Stratton saw more connections around Knob Hill before his death in 1902. But investments from his estate continued through the years, just as he instructed.

“Pikes Peak Trolleys” includes a picture from 1906, showing a tourist ride that thrived: “It grew to a 30-mile scenic trip which toured the city and suburbs … allowing riders to see Manitou Springs, Broadmoor, Stratton Park and various residential streets.” Other regular occasions took tourists from downtown in the middle of the night to Manitou, where they would board the cog railway to the top of Pikes Peak to catch the sunrise.

But automobiles would soon boom.

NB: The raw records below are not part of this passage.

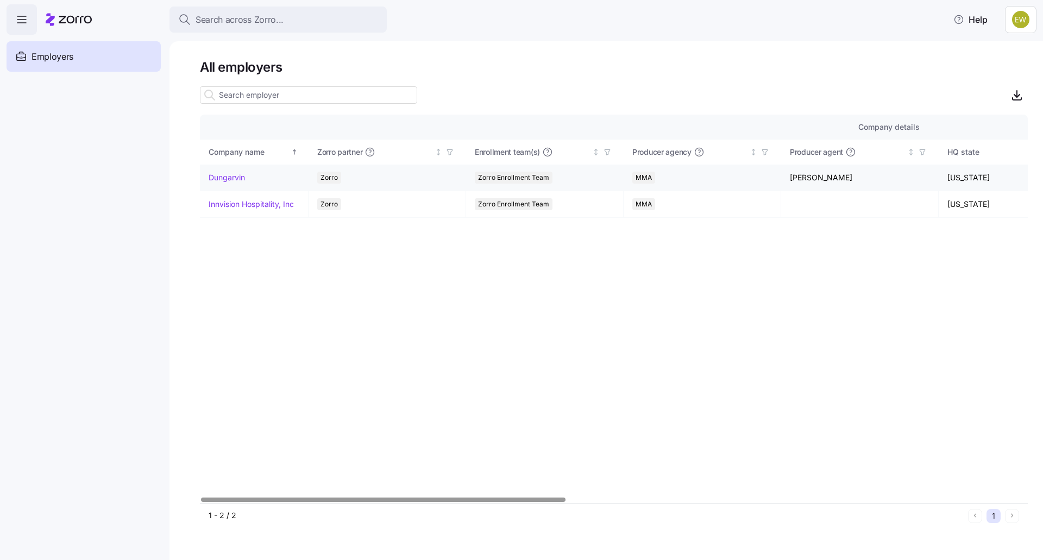 This screenshot has height=560, width=1043. I want to click on img: aa0e0d43fbadf0ed3baa3c37c622a3c2, so click(1021, 20).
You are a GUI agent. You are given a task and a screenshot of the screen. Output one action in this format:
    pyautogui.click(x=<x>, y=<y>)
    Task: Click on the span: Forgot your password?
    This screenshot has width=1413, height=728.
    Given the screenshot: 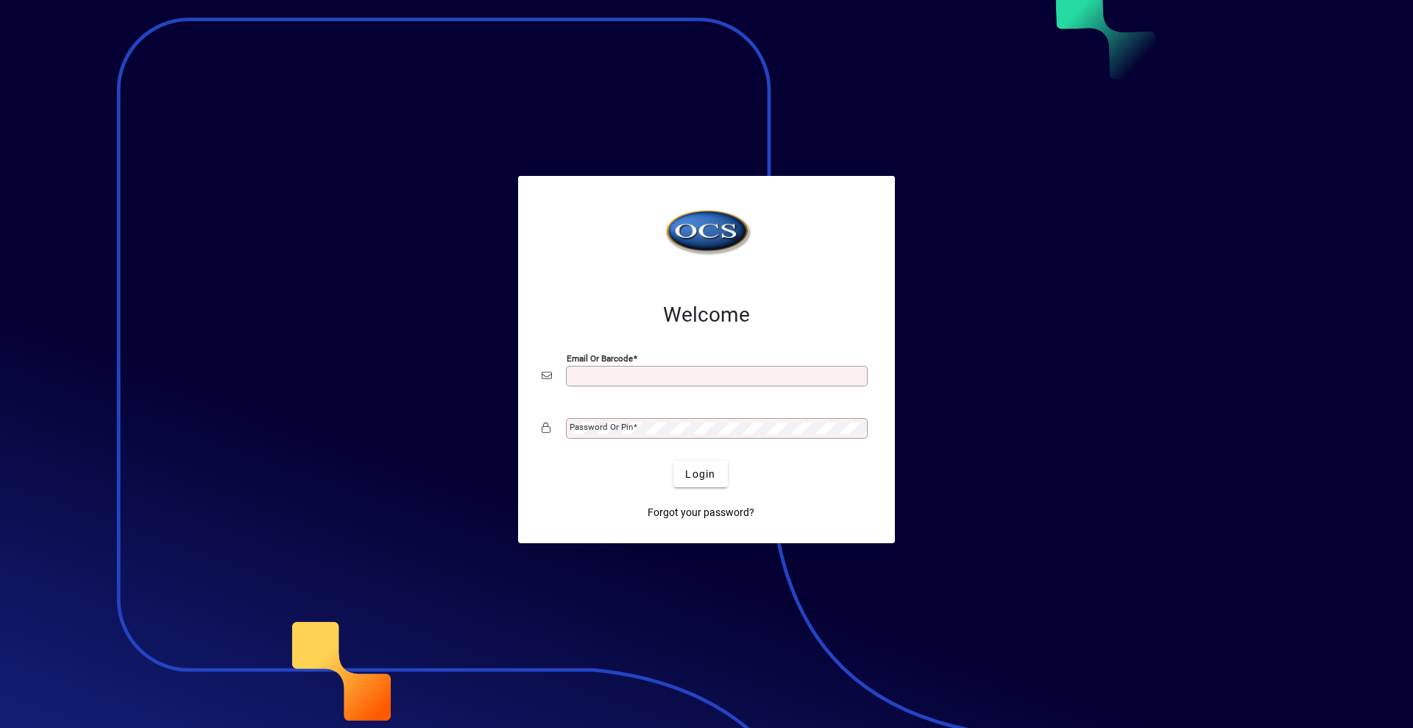 What is the action you would take?
    pyautogui.click(x=701, y=512)
    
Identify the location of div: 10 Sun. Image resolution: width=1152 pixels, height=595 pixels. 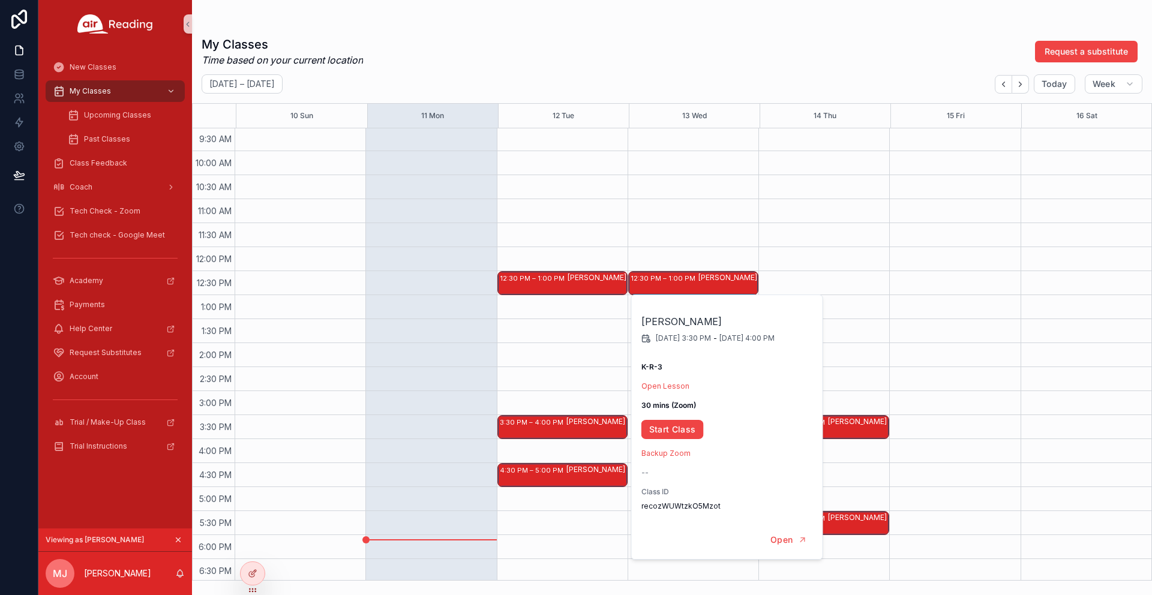
(302, 116).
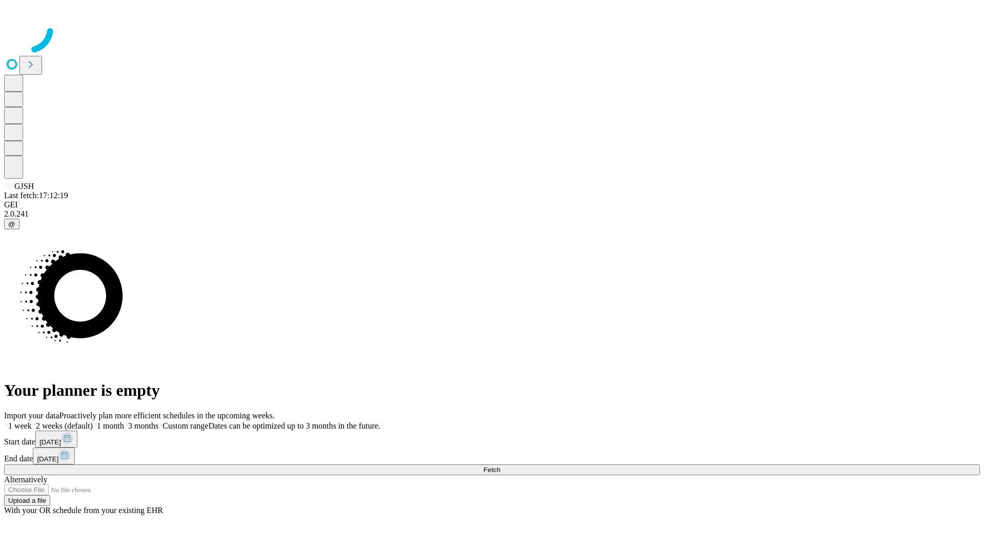 The width and height of the screenshot is (984, 553). Describe the element at coordinates (492, 205) in the screenshot. I see `div: GEI` at that location.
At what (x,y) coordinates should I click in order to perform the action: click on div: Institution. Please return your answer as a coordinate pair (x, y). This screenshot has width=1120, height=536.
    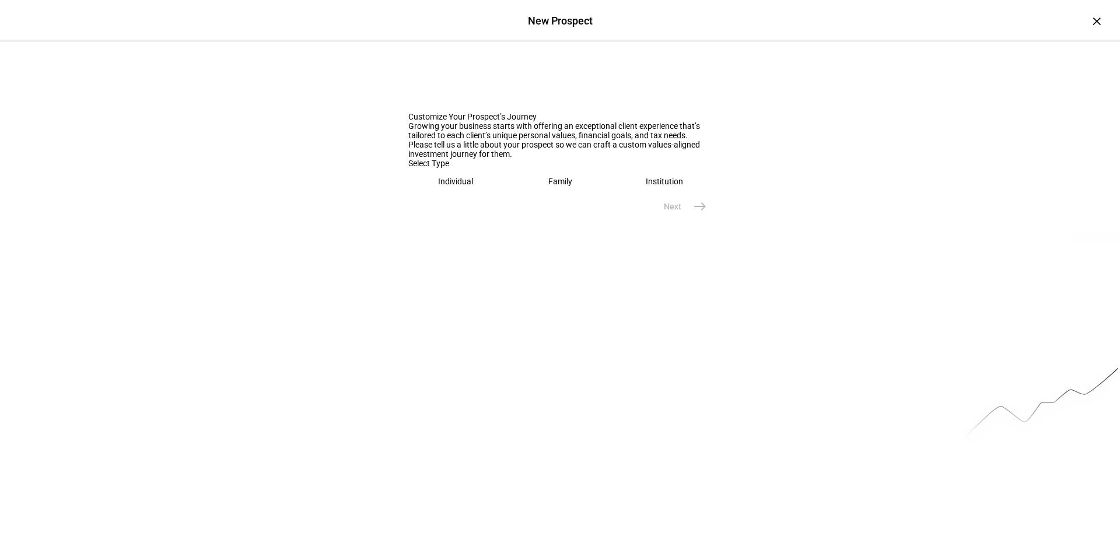
    Looking at the image, I should click on (665, 181).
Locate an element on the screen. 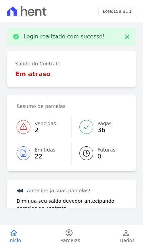 This screenshot has width=143, height=247. a: Emitidas 22 is located at coordinates (44, 153).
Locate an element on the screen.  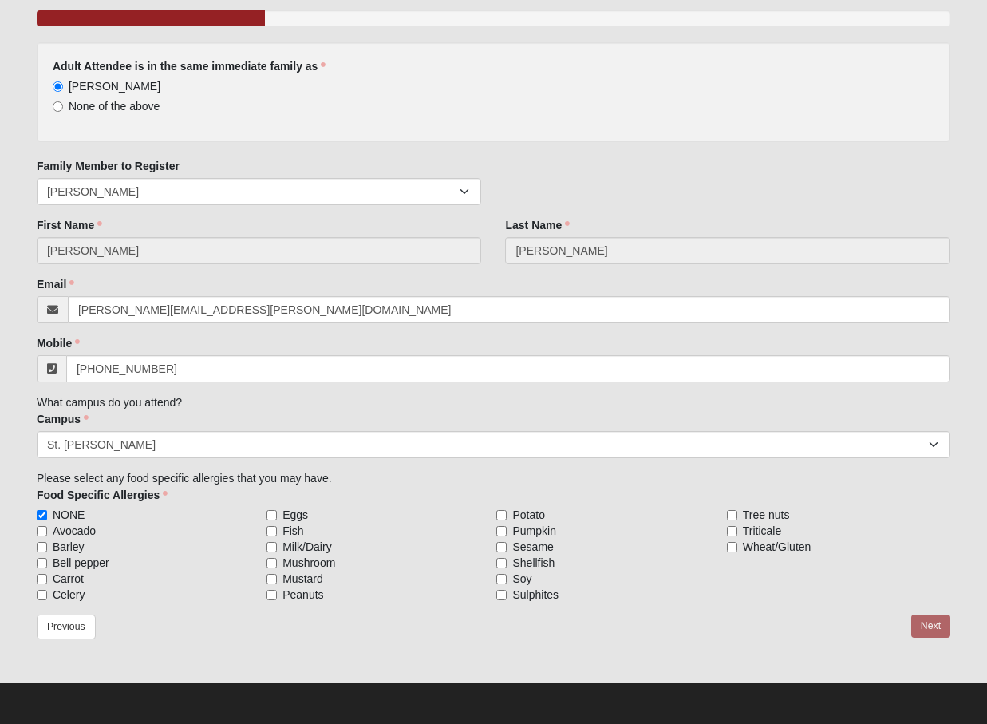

The Great Depression would strip people of spare nickels and dimes for fares.

“Midsized cities like ours couldn’t sustain the streetcars,” Haney says.

He has kept their stories alive. Not just with the book, but also with the foundation he started in 1982 and the museum he helps run: The Pikes Peak Trolley Museum hides at the end of an industrial zone, in a historic train roundhouse keeping old streetcars.

“This is a great story,” Haney says before the car he knows as the Drunkards’ Special. It ran to Colorado City before Prohibition in 1916.

“This is my favorite,” Haney says, moving over to another that ran to Stratton Park.

An effort is afoot to restore that park. As ever, Haney wishes for an effort to return trolleys to the streets of his native city.

“It is time for a new feasibility study,” he writes at the end of the revised “Pikes Peak Trolleys,” alluding to the spread of apartments, restaurants and downtown venues like Weidner Field and Robson Arena.

It is time, Haney says, to consider how trolleys could serve a growing city in both practical and economic ways. Residents and tourists could benefit, he maintains.

As could anyone looking to make a memory, he says, as he flips the pages of his book to a picture from the 1890s.

On Manitou’s Ruxton Avenue, two boys are perched atop the back bumper of a trolley, their legs swinging and faces smiling. “If that isn’t fun, I don’t know what is,” Haney says.